Kirkus Reviews QR Code
ESCAPE TO HAVANA by Nick Wilkshire

ESCAPE TO HAVANA

by Nick Wilkshire

Pub Date: Dec. 6th, 2016
ISBN: 978-1-4597-3448-7
Publisher: Dundurn

Wilkshire (Thin Ice, 2014, etc.) kicks off a new series by packing middle-aged pencil-pusher Charlie Hillier off to Havana as the Canadian Embassy’s new Management Consular Officer.

Charlie, who’s worked for the Foreign Affairs department for many years without ever leaving his ailing mother-in-law in Ottawa, is abruptly relieved of this responsibility by adultery (not his) and divorce. He’s ready to go somewhere—anywhere—different, and, as he realizes soon after a friend arranges for him to join the Cuban legation, “everything in Cuba was different.” How different? His new office is a serious comedown; the electricity doesn’t work in his spacious house’s basement; no official task is too routine to be delayed or torpedoed; Tate Martin, the hotelier whose case he takes up, has been jailed for bribery when his real crime is offering an insufficient bribe; and, oh yes, an impromptu excavation beneath the floorboards of Charlie’s new place discloses what certainly looks like a kilo of cocaine—at least in the brief interval Charlie has a chance to look it over before he accidentally drops it into his swimming pool. Although Charlie remains invincibly naïve, savvy readers will know that this last episode is bound to have consequences beyond possibly sickening Teddy, the golden Labrador he’s babysitting for his boss, Michael Stewart, the absent ambassador—and that those consequences are very likely to be linked to another incident that disturbs Charlie’s generally placid new life, the abduction and murder of Indian consular official Amirjit Saini.

A bit of romance, a bit of gentle humor, several bits of official corruption and drug-related violence, and a chance for the mild-mannered hero to rise to an impossible challenge. It doesn’t hold together any better than this summary suggests, but individual bites are tasty enough.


**ACTIVITY**
Copy each record below exactly, please, and leave its pictures out.
※
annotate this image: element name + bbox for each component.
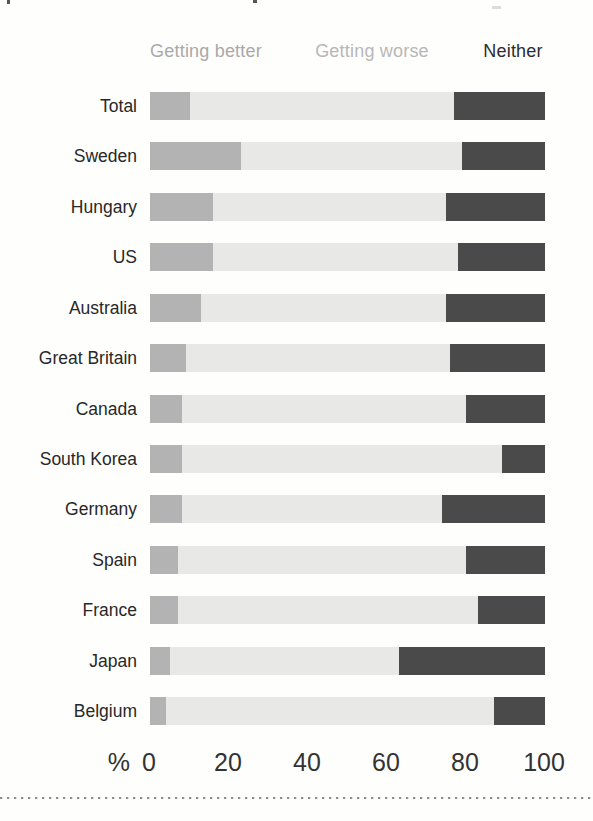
stacked-bar <box>150 142 545 170</box>
segment-getting-worse <box>190 92 455 120</box>
row-label: US <box>0 243 137 271</box>
segment-getting-better <box>150 697 166 725</box>
stacked-bar <box>150 395 545 423</box>
segment-getting-worse <box>186 344 451 372</box>
chart-row-south-korea: South Korea <box>0 445 593 473</box>
row-label: Canada <box>0 395 137 423</box>
stacked-bar <box>150 495 545 523</box>
legend-getting-better: Getting better <box>150 41 262 62</box>
segment-getting-worse <box>213 193 446 221</box>
legend-neither: Neither <box>483 41 542 62</box>
segment-neither <box>446 294 545 322</box>
stacked-bar <box>150 445 545 473</box>
segment-getting-worse <box>182 395 466 423</box>
stacked-bar <box>150 294 545 322</box>
axis-tick-60: 60 <box>372 750 400 774</box>
row-label: Belgium <box>0 697 137 725</box>
stacked-bar <box>150 647 545 675</box>
segment-getting-worse <box>201 294 446 322</box>
stacked-bar <box>150 243 545 271</box>
segment-getting-better <box>150 344 186 372</box>
segment-neither <box>458 243 545 271</box>
segment-neither <box>478 596 545 624</box>
row-label: Australia <box>0 294 137 322</box>
segment-getting-worse <box>178 596 478 624</box>
chart-row-australia: Australia <box>0 294 593 322</box>
segment-getting-better <box>150 495 182 523</box>
axis-tick-20: 20 <box>214 750 242 774</box>
segment-getting-better <box>150 546 178 574</box>
axis-tick-100: 100 <box>523 750 565 774</box>
segment-neither <box>442 495 545 523</box>
dotted-rule <box>0 796 593 800</box>
segment-getting-worse <box>182 495 443 523</box>
row-label: Japan <box>0 647 137 675</box>
row-label: Spain <box>0 546 137 574</box>
chart-row-belgium: Belgium <box>0 697 593 725</box>
row-label: Sweden <box>0 142 137 170</box>
segment-getting-better <box>150 596 178 624</box>
chart-row-total: Total <box>0 92 593 120</box>
row-label: France <box>0 596 137 624</box>
segment-getting-better <box>150 193 213 221</box>
scan-artifact-tick <box>253 0 257 3</box>
segment-getting-worse <box>182 445 502 473</box>
chart-row-us: US <box>0 243 593 271</box>
segment-getting-worse <box>166 697 494 725</box>
axis-tick-0: 0 <box>142 750 156 774</box>
row-label: Total <box>0 92 137 120</box>
stacked-bar <box>150 193 545 221</box>
chart-row-hungary: Hungary <box>0 193 593 221</box>
segment-getting-worse <box>170 647 399 675</box>
scanned-chart-page: Getting better Getting worse Neither Tot… <box>0 0 593 821</box>
segment-neither <box>502 445 545 473</box>
axis-tick-80: 80 <box>451 750 479 774</box>
row-label: Great Britain <box>0 344 137 372</box>
row-label: Germany <box>0 495 137 523</box>
chart-row-spain: Spain <box>0 546 593 574</box>
scan-artifact-speck <box>492 6 501 9</box>
segment-neither <box>466 546 545 574</box>
stacked-bar <box>150 596 545 624</box>
chart-row-canada: Canada <box>0 395 593 423</box>
row-label: Hungary <box>0 193 137 221</box>
legend-getting-worse: Getting worse <box>315 41 429 62</box>
stacked-bar <box>150 546 545 574</box>
segment-neither <box>399 647 545 675</box>
segment-getting-better <box>150 243 213 271</box>
segment-getting-worse <box>241 142 462 170</box>
segment-getting-worse <box>178 546 466 574</box>
chart-row-germany: Germany <box>0 495 593 523</box>
chart-row-sweden: Sweden <box>0 142 593 170</box>
segment-neither <box>450 344 545 372</box>
segment-getting-better <box>150 142 241 170</box>
row-label: South Korea <box>0 445 137 473</box>
segment-neither <box>466 395 545 423</box>
axis-unit-label: % <box>60 750 130 774</box>
segment-getting-worse <box>213 243 458 271</box>
stacked-bar <box>150 697 545 725</box>
segment-neither <box>494 697 545 725</box>
stacked-bar <box>150 344 545 372</box>
segment-neither <box>462 142 545 170</box>
segment-getting-better <box>150 647 170 675</box>
scan-artifact-tick <box>7 0 10 4</box>
segment-neither <box>446 193 545 221</box>
segment-getting-better <box>150 445 182 473</box>
axis-tick-40: 40 <box>293 750 321 774</box>
segment-getting-better <box>150 395 182 423</box>
stacked-bar <box>150 92 545 120</box>
chart-row-japan: Japan <box>0 647 593 675</box>
segment-neither <box>454 92 545 120</box>
segment-getting-better <box>150 92 190 120</box>
chart-row-france: France <box>0 596 593 624</box>
chart-row-great-britain: Great Britain <box>0 344 593 372</box>
segment-getting-better <box>150 294 201 322</box>
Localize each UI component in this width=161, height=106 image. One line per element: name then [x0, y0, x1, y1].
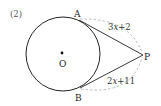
※
**TASK RESULT**
annotate this image: element name + bbox for each component.
stacked-bar <box>150 142 545 170</box>
segment-getting-worse <box>190 92 455 120</box>
row-label: US <box>0 243 137 271</box>
segment-getting-better <box>150 697 166 725</box>
stacked-bar <box>150 395 545 423</box>
segment-getting-worse <box>186 344 451 372</box>
chart-row-south-korea: South Korea <box>0 445 593 473</box>
row-label: Canada <box>0 395 137 423</box>
stacked-bar <box>150 495 545 523</box>
legend-getting-better: Getting better <box>150 41 262 62</box>
segment-getting-worse <box>213 193 446 221</box>
legend-neither: Neither <box>483 41 542 62</box>
segment-neither <box>446 294 545 322</box>
stacked-bar <box>150 445 545 473</box>
segment-getting-worse <box>182 395 466 423</box>
stacked-bar <box>150 294 545 322</box>
axis-tick-60: 60 <box>372 750 400 774</box>
row-label: Belgium <box>0 697 137 725</box>
stacked-bar <box>150 647 545 675</box>
segment-getting-worse <box>201 294 446 322</box>
stacked-bar <box>150 243 545 271</box>
segment-getting-better <box>150 344 186 372</box>
segment-neither <box>458 243 545 271</box>
segment-neither <box>478 596 545 624</box>
row-label: Australia <box>0 294 137 322</box>
segment-getting-worse <box>178 596 478 624</box>
chart-row-australia: Australia <box>0 294 593 322</box>
segment-getting-better <box>150 495 182 523</box>
axis-tick-20: 20 <box>214 750 242 774</box>
segment-getting-better <box>150 546 178 574</box>
axis-tick-100: 100 <box>523 750 565 774</box>
segment-neither <box>442 495 545 523</box>
dotted-rule <box>0 796 593 800</box>
segment-getting-worse <box>182 495 443 523</box>
row-label: Japan <box>0 647 137 675</box>
row-label: Spain <box>0 546 137 574</box>
chart-row-belgium: Belgium <box>0 697 593 725</box>
row-label: Sweden <box>0 142 137 170</box>
segment-getting-better <box>150 596 178 624</box>
chart-row-total: Total <box>0 92 593 120</box>
row-label: France <box>0 596 137 624</box>
segment-getting-better <box>150 193 213 221</box>
scan-artifact-tick <box>253 0 257 3</box>
segment-getting-worse <box>182 445 502 473</box>
chart-row-us: US <box>0 243 593 271</box>
segment-getting-worse <box>166 697 494 725</box>
axis-tick-0: 0 <box>142 750 156 774</box>
row-label: Total <box>0 92 137 120</box>
stacked-bar <box>150 193 545 221</box>
chart-row-hungary: Hungary <box>0 193 593 221</box>
segment-getting-worse <box>170 647 399 675</box>
scanned-chart-page: Getting better Getting worse Neither Tot… <box>0 0 593 821</box>
segment-neither <box>502 445 545 473</box>
axis-tick-80: 80 <box>451 750 479 774</box>
row-label: Great Britain <box>0 344 137 372</box>
row-label: Germany <box>0 495 137 523</box>
chart-row-spain: Spain <box>0 546 593 574</box>
scan-artifact-speck <box>492 6 501 9</box>
segment-neither <box>466 546 545 574</box>
stacked-bar <box>150 596 545 624</box>
chart-row-canada: Canada <box>0 395 593 423</box>
row-label: Hungary <box>0 193 137 221</box>
legend-getting-worse: Getting worse <box>315 41 429 62</box>
stacked-bar <box>150 546 545 574</box>
segment-neither <box>399 647 545 675</box>
segment-getting-better <box>150 243 213 271</box>
segment-getting-worse <box>241 142 462 170</box>
segment-getting-worse <box>178 546 466 574</box>
chart-row-germany: Germany <box>0 495 593 523</box>
chart-row-sweden: Sweden <box>0 142 593 170</box>
segment-neither <box>450 344 545 372</box>
segment-getting-better <box>150 142 241 170</box>
row-label: South Korea <box>0 445 137 473</box>
segment-neither <box>466 395 545 423</box>
axis-unit-label: % <box>60 750 130 774</box>
segment-getting-worse <box>213 243 458 271</box>
stacked-bar <box>150 697 545 725</box>
segment-neither <box>494 697 545 725</box>
stacked-bar <box>150 344 545 372</box>
segment-neither <box>462 142 545 170</box>
segment-getting-better <box>150 647 170 675</box>
scan-artifact-tick <box>7 0 10 4</box>
segment-neither <box>446 193 545 221</box>
segment-getting-better <box>150 445 182 473</box>
axis-tick-40: 40 <box>293 750 321 774</box>
segment-getting-better <box>150 395 182 423</box>
stacked-bar <box>150 92 545 120</box>
chart-row-japan: Japan <box>0 647 593 675</box>
segment-neither <box>454 92 545 120</box>
segment-getting-better <box>150 92 190 120</box>
chart-row-france: France <box>0 596 593 624</box>
chart-row-great-britain: Great Britain <box>0 344 593 372</box>
segment-getting-better <box>150 294 201 322</box>
Localize each UI component in this width=161, height=106 image. One line per element: name then [x0, y0, x1, y1].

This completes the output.